# Record set:

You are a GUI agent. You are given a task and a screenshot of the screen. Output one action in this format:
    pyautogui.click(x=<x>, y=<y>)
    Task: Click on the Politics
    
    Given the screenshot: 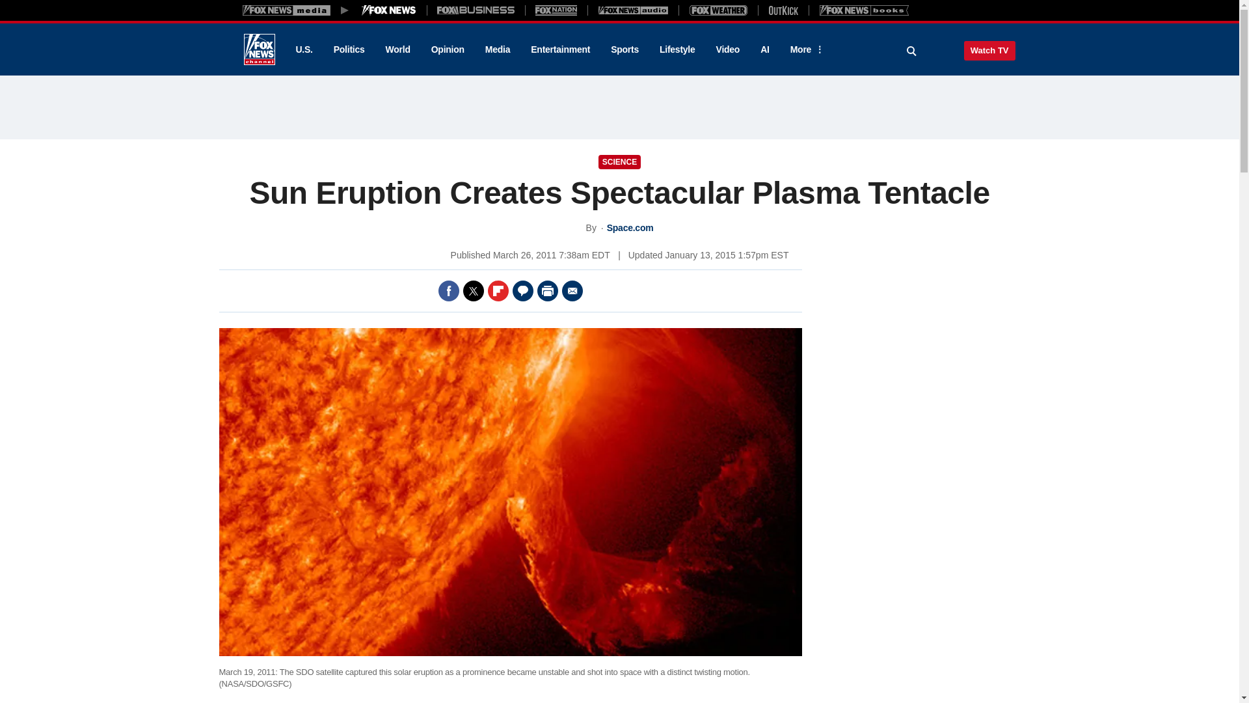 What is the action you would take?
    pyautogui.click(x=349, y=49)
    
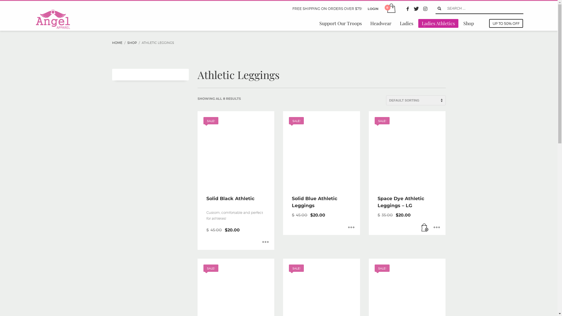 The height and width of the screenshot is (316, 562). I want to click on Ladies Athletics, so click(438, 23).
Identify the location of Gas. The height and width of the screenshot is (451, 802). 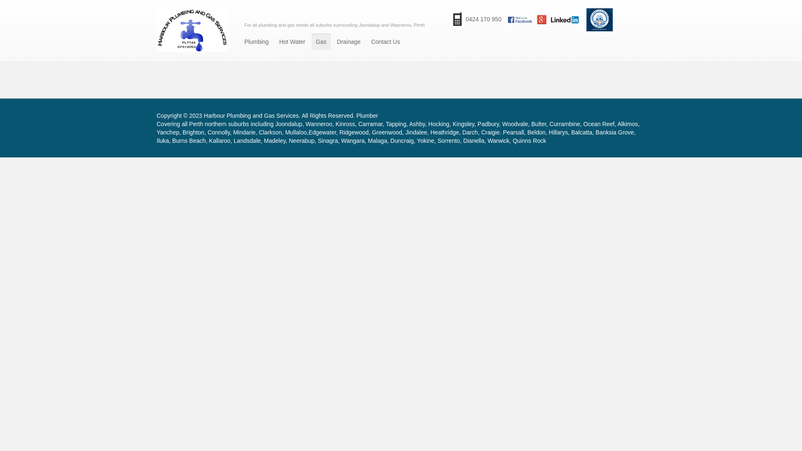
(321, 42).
...
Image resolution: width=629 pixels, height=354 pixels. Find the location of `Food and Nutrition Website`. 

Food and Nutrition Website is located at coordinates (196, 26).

# Work request:
Within the data above, the lines from the one with "You are a GUI" to the one with "Task: Click on the Politics" must be repeated exactly; no other line belongs in the answer.

# Output below:
You are a GUI agent. You are given a task and a screenshot of the screen. Output one action in this format:
    pyautogui.click(x=<x>, y=<y>)
    Task: Click on the Politics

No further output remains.